TRANS.MISSION [A.DIALOUGE]: Locating Narrative Resonance in Transatlantic Communications Networks

Performance by J. R. Carpenter (University College Falmouth, Cornwall).

TRANS.MISSION [A.DIALOUGE] is a computer-generated narrative spanning generations of transatlantic migrations, propagating across long-distance communications networks. The JavaScript source code generates another sort of script, an asynchronous dialogue to be read aloud in three voices: Call, Response, and Interference; or: Strophe, Antistrophe, and Chorus; or here, there, and somewhere in between. A dialogue begins like any other transmission. With a call: Begin! Followed by a response: How? With a question. What emerges from a question? What we write is always a question. A question desires a reply. TRANS.MISSION [A.DIALOUGE] emerges from practice-led research which incorporates strategies from performance writing, digital literature, locative narrative, media archaeology and networked art practices to investigate: a) networks as places, placeholders, sites of exchange and narrative structures; b) forms of very short fiction capable of travelling through networks intact as narrative units; and c) ways in which the syntax and grammar of code languages inflect born-digital literary texts. What narratives resonate in the spaces between places separated by time, distance, and ocean, yet inextricably linked by generations of immigration? Can digital networks serve as narrative structures for stories of place and displacement resonating between sites, beyond nations, confusing and confounding boundaries between physical and digital, code and narrative, past and future, home and away?

TRANS.MISSION [A.DIALOUGE] http://luckysoap.com/generations/transmission.html

J. R. Carpenter is a Canadian artist, performer, poet, novelist, new media writer and researcher based in South Devon, England. She has been using the Internet as a medium for the creation and dissemination of non-linear narratives since 1993. Her digital work has been performed, published and presented in journals, festivals, and museums around the world. She a two-time winner of the Quebec Short Story competition, and recipient of the Carte Blanche Quebec Award as well as numerous research and production grants in literature and in new media from the Conseil des Arts de Montreal, Conseil des arts et des lettres du Quebec and Canada Council for the Arts. Her first novel, Words the Dog Knows, won the Expozine Alternative Press Award for Best English Book. Her second book, GENERATION[S], a collection of code narratives, was published by Traumawien in Vienna in 2010. She is currently a practice-led PhD Researcher at University College Falmouth, Cornwall, working in the emerging and converging fields of performance writing, digital literature, locative narrative, media archaeology and networked art practices.http://luckysoap.com

J.R. Carpenter presents at "Network Archaeology."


• Problem requirements
What is needed is a copy of each line in the listing below that contains "Zustimmung".

• Supplied information
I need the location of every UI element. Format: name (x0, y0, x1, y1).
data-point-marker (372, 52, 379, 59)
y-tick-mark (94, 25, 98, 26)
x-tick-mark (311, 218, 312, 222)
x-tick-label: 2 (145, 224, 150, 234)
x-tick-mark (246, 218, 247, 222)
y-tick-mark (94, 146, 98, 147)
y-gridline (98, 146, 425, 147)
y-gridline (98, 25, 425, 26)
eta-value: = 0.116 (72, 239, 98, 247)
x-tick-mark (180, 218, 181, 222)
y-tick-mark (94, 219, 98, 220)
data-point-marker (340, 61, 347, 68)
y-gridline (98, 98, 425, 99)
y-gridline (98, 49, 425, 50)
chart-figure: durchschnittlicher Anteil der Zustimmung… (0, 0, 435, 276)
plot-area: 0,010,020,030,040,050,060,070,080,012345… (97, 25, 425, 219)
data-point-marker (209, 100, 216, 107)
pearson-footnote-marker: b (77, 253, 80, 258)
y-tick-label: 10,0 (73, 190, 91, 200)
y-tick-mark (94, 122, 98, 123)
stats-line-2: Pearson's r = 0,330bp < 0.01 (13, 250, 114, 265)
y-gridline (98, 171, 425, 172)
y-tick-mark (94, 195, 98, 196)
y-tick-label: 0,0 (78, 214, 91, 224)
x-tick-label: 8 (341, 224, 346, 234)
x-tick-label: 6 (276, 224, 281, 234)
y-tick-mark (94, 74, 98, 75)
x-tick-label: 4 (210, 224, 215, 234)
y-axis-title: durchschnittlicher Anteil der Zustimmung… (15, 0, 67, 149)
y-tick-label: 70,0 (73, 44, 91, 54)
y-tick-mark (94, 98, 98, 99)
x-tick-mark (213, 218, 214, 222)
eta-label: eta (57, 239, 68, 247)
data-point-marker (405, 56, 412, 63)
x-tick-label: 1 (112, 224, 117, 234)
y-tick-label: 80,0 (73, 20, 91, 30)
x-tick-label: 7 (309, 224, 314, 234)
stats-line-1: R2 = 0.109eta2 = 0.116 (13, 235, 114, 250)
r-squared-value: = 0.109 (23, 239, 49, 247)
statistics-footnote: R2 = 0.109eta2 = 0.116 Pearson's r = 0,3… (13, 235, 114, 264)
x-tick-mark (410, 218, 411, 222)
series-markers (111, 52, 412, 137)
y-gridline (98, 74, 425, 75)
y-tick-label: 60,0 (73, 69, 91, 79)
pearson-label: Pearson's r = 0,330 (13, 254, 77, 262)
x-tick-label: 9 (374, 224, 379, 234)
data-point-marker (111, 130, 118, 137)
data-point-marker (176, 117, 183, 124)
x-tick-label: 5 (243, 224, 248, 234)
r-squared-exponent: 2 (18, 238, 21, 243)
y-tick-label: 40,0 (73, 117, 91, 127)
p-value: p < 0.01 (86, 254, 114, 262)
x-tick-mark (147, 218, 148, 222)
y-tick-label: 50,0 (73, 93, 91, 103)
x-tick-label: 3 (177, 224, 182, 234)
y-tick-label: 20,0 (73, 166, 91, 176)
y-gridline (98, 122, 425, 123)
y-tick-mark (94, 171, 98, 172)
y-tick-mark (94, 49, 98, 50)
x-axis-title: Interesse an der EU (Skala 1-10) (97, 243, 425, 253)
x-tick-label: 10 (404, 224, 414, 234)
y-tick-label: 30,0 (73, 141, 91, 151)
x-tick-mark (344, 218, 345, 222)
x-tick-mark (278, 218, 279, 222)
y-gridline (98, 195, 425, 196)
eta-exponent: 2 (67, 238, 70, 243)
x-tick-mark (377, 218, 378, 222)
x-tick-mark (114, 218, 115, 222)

• Task solution
chart-figure: durchschnittlicher Anteil der Zustimmung… (0, 0, 435, 276)
y-axis-title: durchschnittlicher Anteil der Zustimmung… (15, 0, 67, 149)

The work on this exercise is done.